I’m so sorry you had that experience, Clémentine. That’s horrible, and quite unacceptable.
It’s a tragedy that, in over thirty years’ professional development and business experience, I’ve not had the honour to work alongside all that many women coders. Sadly, British schools have only recently woken up to the idea of equal opportunities: to abolish implicit gender links to certain academic subjects; to encourage young women into engineering disciplines; to push back against school-kids who stigmatise female colleagues who want to take an engineering route. We’re fixing that, step by step, kid by kid.

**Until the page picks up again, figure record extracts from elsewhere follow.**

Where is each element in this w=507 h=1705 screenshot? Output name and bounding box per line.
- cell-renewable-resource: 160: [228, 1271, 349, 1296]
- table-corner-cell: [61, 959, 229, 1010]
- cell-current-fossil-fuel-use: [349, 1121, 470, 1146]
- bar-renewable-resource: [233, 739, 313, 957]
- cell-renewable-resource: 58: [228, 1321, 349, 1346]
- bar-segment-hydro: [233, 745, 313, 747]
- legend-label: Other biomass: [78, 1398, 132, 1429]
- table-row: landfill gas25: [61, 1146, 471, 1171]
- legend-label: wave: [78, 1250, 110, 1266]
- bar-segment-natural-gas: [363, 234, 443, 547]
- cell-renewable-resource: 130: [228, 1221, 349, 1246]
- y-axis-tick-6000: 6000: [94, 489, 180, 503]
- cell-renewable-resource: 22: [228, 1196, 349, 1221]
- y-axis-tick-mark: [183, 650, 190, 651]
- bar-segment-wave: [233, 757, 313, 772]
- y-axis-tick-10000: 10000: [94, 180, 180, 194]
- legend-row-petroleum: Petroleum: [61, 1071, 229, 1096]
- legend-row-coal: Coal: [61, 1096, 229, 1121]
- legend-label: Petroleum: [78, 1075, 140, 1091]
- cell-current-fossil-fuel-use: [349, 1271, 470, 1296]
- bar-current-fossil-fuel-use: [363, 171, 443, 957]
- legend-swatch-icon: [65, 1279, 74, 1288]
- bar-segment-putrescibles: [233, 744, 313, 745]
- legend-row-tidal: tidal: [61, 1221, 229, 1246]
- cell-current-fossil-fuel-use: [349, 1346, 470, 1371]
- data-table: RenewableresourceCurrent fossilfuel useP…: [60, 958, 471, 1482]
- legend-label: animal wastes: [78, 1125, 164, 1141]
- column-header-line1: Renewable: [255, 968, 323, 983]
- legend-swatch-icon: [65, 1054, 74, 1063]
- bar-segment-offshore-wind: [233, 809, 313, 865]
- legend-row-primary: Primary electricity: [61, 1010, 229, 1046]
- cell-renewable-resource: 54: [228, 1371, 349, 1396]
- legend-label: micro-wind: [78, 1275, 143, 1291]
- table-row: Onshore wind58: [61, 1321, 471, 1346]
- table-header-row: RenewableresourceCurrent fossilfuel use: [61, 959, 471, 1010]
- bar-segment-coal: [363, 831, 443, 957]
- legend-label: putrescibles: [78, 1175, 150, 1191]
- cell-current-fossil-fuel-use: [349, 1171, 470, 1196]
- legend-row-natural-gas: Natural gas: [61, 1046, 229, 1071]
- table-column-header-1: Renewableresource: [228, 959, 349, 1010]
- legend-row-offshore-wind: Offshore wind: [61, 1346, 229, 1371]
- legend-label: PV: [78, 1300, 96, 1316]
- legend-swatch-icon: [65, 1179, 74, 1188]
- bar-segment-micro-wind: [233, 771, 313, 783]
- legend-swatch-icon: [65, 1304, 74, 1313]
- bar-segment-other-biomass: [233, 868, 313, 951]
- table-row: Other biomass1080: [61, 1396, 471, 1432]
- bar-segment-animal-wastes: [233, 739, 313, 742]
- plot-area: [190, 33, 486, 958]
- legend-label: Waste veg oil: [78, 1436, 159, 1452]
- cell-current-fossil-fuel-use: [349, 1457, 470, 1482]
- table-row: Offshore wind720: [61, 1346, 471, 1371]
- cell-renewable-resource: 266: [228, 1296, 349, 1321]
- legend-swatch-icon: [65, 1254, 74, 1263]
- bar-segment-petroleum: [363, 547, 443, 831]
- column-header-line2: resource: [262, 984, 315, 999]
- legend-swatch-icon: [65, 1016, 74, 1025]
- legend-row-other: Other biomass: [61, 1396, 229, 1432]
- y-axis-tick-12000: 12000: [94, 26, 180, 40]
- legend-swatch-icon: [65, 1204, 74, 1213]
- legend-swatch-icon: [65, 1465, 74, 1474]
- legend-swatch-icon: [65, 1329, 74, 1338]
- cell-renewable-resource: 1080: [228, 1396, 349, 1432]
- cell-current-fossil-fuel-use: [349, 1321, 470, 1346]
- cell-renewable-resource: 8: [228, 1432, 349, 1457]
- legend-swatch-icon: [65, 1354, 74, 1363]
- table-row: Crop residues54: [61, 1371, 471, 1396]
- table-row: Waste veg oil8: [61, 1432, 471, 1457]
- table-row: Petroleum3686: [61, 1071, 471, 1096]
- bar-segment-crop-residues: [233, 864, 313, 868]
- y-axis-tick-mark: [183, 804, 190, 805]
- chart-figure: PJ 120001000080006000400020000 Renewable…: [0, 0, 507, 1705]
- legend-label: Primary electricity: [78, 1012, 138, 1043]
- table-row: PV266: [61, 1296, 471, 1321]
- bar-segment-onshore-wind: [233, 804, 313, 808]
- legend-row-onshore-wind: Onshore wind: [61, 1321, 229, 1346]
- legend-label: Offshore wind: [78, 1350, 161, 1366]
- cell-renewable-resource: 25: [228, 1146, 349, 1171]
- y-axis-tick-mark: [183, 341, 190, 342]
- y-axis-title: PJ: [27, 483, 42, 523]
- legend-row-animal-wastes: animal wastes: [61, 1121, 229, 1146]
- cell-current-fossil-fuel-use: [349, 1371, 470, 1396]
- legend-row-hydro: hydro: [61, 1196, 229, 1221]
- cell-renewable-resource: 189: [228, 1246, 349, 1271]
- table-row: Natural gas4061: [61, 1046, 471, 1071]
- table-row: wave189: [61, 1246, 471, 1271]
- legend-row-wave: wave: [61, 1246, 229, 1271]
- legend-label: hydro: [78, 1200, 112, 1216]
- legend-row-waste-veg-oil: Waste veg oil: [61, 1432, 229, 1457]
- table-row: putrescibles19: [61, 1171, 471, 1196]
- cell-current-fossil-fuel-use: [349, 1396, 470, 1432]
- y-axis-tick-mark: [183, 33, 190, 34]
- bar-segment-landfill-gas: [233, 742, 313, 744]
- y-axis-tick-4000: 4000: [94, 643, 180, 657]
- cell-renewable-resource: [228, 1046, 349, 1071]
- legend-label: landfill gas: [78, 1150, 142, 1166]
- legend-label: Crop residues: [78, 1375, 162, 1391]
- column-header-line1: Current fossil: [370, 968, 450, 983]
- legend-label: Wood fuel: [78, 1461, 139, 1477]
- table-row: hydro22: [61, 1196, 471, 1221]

For those women who have made it into paid work, within the technical areas I’ve worked the environment is much more supportive and inclusive than you’ve experienced. Maybe it’s a British thing. The very many male software engineers with whom I’ve worked been more libertarian and less macho than the ones you describe — I don’t think I’ve ever seen behaviour like that — and in general the only thing we don’t tend to tolerate is intolerance.
For what it’s worth, you would be very welcome to come work for or with me if there was an opportunity to do so*.
I truly hope your next workplaces are better.
(* I’d be more than happy to come to work for/with you too — but I’ve done the working-away-from-home thing, and learnt it’s not great for my kids to be apart from their Dad during the week. I’d only consider it now for stellar contract rates.)